Buying Gay: How Physique Entrepreneurs Sparked a Movement by David K. Johnson was a brief academic read about the role physique magazines played in gay liberation pre-Stonewall. Its brevity did not belie its intellectual heft: 236 pages followed by 49 pages of endnotes made for a thoroughly researched read which propelled me after each chapter to search on-line for the source material. With dozens of endnotes (and two of the seven chapters had over a hundred endnotes each) I saved referring to all of them until I had finished each chapter.
Johnson wrote about the history of physique magazines–as distinct from workout or bodybuilding magazines–from post-WWII to the seventies. At first these magazines, such as Physique Pictorial, were marketed under the ostensible purpose for artists specializing in figure drawing. Buff satyrs wearing nothing but posing pouches filled these magazines at first. Reader surveys led to more features such as personal ads, mailing lists and book distribution. To postwar gay men, these magazines served the same purpose as bars and Grindr do today. Johnson profiled the earliest magazine editors, such as Bob Mizer, and their relentless pursuit by the US Postal Service for allegedly using the mails to distribute obscenity. The physique magazines were challenged also for printing mailing lists and catalogues of books dealing with homosexuality. If there was ever a hero of freedom of expression–regardless of sex or sexual orientation–it was Mizer. He was an out and proud gay man decades before Stonewall who was not afraid of tackling the US government in court. His victories outnumbered his defeats and inspired later publishers to be fearless before the courts. Even after the courts had declared that the images were not obscene, publishers still found themselves before judge and jury. It became very clear that the images themselves weren’t the issue: the courts were in fact putting the intended magazine audience on trial by trying to suppress LGBT forms of expression. It was homophobia pure and simple.

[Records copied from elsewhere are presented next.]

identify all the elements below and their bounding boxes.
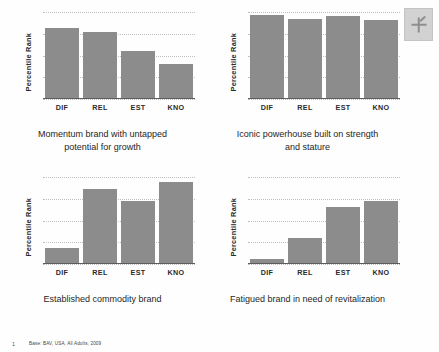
bar-slot: [83, 12, 116, 99]
panel-caption: Fatigued brand in need of revitalization: [211, 293, 404, 306]
x-axis-label-kno: KNO: [159, 268, 192, 277]
bar-kno: [159, 182, 192, 264]
plot-wrap: DIFRELESTKNO: [43, 173, 199, 281]
x-axis-line: [43, 263, 195, 264]
x-axis-labels: DIFRELESTKNO: [248, 266, 400, 279]
x-axis-label-kno: KNO: [364, 103, 397, 112]
plot-wrap: DIFRELESTKNO: [248, 173, 404, 281]
panel-caption: Established commodity brand: [6, 293, 199, 306]
bar-series: [248, 12, 400, 99]
bar-dif: [45, 248, 78, 264]
y-axis-title: Percentile Rank: [211, 8, 242, 116]
bar-series: [43, 177, 195, 264]
bar-kno: [159, 64, 192, 99]
bar-slot: [364, 12, 397, 99]
x-axis-label-kno: KNO: [364, 268, 397, 277]
y-axis-title: Percentile Rank: [211, 173, 242, 281]
footnote-marker: 1: [12, 341, 15, 347]
bar-dif: [250, 15, 283, 99]
bar-chart-fatigued: Percentile Rank DIFRELESTKNO: [211, 173, 404, 281]
bar-chart-iconic: Percentile Rank DIFRELESTKNO: [211, 8, 404, 116]
bar-chart-momentum: Percentile Rank DIFRELESTKNO: [6, 8, 199, 116]
plot-area: [43, 12, 195, 99]
bar-slot: [288, 12, 321, 99]
y-axis-title-label: Percentile Rank: [24, 198, 33, 256]
y-axis-title-label: Percentile Rank: [229, 33, 238, 91]
bar-slot: [250, 177, 283, 264]
footnote: 1 Base: BAV, USA, All Adults, 2009: [12, 341, 101, 347]
bar-rel: [288, 19, 321, 99]
gridline: [248, 99, 400, 100]
bar-slot: [326, 177, 359, 264]
x-axis-labels: DIFRELESTKNO: [43, 266, 195, 279]
x-axis-label-rel: REL: [83, 268, 116, 277]
bar-slot: [326, 12, 359, 99]
chart-panel-grid: Percentile Rank DIFRELESTKNO Momentum br…: [0, 6, 410, 336]
bar-slot: [121, 12, 154, 99]
bar-slot: [45, 12, 78, 99]
plus-glyph: [411, 17, 426, 32]
plot-area: [43, 177, 195, 264]
plot-wrap: DIFRELESTKNO: [43, 8, 199, 116]
bar-slot: [83, 177, 116, 264]
footnote-text: Base: BAV, USA, All Adults, 2009: [29, 341, 101, 346]
x-axis-label-rel: REL: [288, 268, 321, 277]
x-axis-label-est: EST: [326, 268, 359, 277]
chart-panel-commodity: Percentile Rank DIFRELESTKNO Established…: [0, 171, 205, 336]
x-axis-label-kno: KNO: [159, 103, 192, 112]
chart-panel-iconic: Percentile Rank DIFRELESTKNO Iconic powe…: [205, 6, 410, 171]
bar-slot: [288, 177, 321, 264]
gridline: [43, 99, 195, 100]
bar-slot: [159, 12, 192, 99]
x-axis-line: [248, 98, 400, 99]
panel-caption: Iconic powerhouse built on strength and …: [211, 128, 404, 153]
x-axis-label-rel: REL: [288, 103, 321, 112]
panel-caption: Momentum brand with untapped potential f…: [6, 128, 199, 153]
plot-area: [248, 177, 400, 264]
x-axis-line: [43, 98, 195, 99]
x-axis-label-dif: DIF: [45, 103, 78, 112]
x-axis-label-rel: REL: [83, 103, 116, 112]
bar-kno: [364, 201, 397, 264]
bar-est: [121, 201, 154, 264]
bar-rel: [83, 32, 116, 99]
bar-rel: [83, 189, 116, 264]
x-axis-label-est: EST: [326, 103, 359, 112]
gridline: [248, 264, 400, 265]
gridline: [43, 264, 195, 265]
bar-slot: [45, 177, 78, 264]
y-axis-title-label: Percentile Rank: [229, 198, 238, 256]
y-axis-title: Percentile Rank: [6, 173, 37, 281]
bar-series: [43, 12, 195, 99]
slide-canvas: Percentile Rank DIFRELESTKNO Momentum br…: [0, 0, 439, 352]
plot-area: [248, 12, 400, 99]
x-axis-labels: DIFRELESTKNO: [43, 101, 195, 114]
x-axis-line: [248, 263, 400, 264]
chart-panel-fatigued: Percentile Rank DIFRELESTKNO Fatigued br…: [205, 171, 410, 336]
bar-est: [121, 51, 154, 99]
bar-slot: [250, 12, 283, 99]
bar-est: [326, 16, 359, 99]
x-axis-label-dif: DIF: [45, 268, 78, 277]
bar-rel: [288, 238, 321, 264]
bar-series: [248, 177, 400, 264]
x-axis-label-dif: DIF: [250, 268, 283, 277]
y-axis-title-label: Percentile Rank: [24, 33, 33, 91]
bar-kno: [364, 20, 397, 99]
x-axis-labels: DIFRELESTKNO: [248, 101, 400, 114]
bar-slot: [121, 177, 154, 264]
x-axis-label-dif: DIF: [250, 103, 283, 112]
chart-panel-momentum: Percentile Rank DIFRELESTKNO Momentum br…: [0, 6, 205, 171]
bar-slot: [364, 177, 397, 264]
bar-chart-commodity: Percentile Rank DIFRELESTKNO: [6, 173, 199, 281]
bar-dif: [45, 28, 78, 99]
bar-est: [326, 207, 359, 264]
y-axis-title: Percentile Rank: [6, 8, 37, 116]
plot-wrap: DIFRELESTKNO: [248, 8, 404, 116]
x-axis-label-est: EST: [121, 103, 154, 112]
x-axis-label-est: EST: [121, 268, 154, 277]
bar-slot: [159, 177, 192, 264]
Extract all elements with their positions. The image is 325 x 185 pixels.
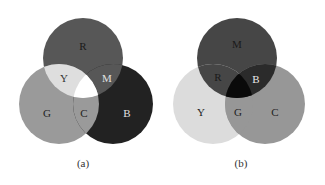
label-c: C	[271, 106, 278, 118]
label-y: Y	[60, 72, 68, 84]
label-b: B	[252, 73, 259, 85]
label-r: R	[214, 71, 222, 83]
label-g: G	[234, 106, 242, 118]
label-m: M	[232, 38, 242, 50]
label-c: C	[80, 107, 87, 119]
caption-b: (b)	[235, 157, 248, 170]
panel-b-subtractive: M R B Y G C (b)	[173, 18, 305, 170]
color-model-figure: R Y M G C B (a) M R B Y G C (b)	[0, 0, 325, 185]
label-g: G	[43, 107, 51, 119]
caption-a: (a)	[77, 157, 90, 170]
label-y: Y	[197, 106, 205, 118]
label-m: M	[102, 72, 112, 84]
panel-a-additive: R Y M G C B (a)	[19, 18, 153, 170]
label-r: R	[79, 40, 87, 52]
label-b: B	[123, 107, 130, 119]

Physique magazines and homophile organizations advanced the causes that the Stonewall riots continued to fight for. Johnson’s level of detail, from interviewing magazine publishers and customers, finding court transcripts and the magazines themselves produced a work like no other in LGBT history. While an academic read true to the core, Buying Gay was nevertheless a page-turner.
Regardless of the state of my poor eyesight, I don’t think anyone would have been able to read some of the reproduced magazine pages within the text. Shrunk to fit standard hardcover page dimensions, the text accompanying the physique images or magazine ads required me to use a magnifying glass in every case. (Not that there was anything disconcerting about looking at nearly nude buff men with a magnifying glass.) For an academic read there were a handful of spelling errors, the most striking was referring to Tom of Finland artist Touko Laaksonen as “Finish”.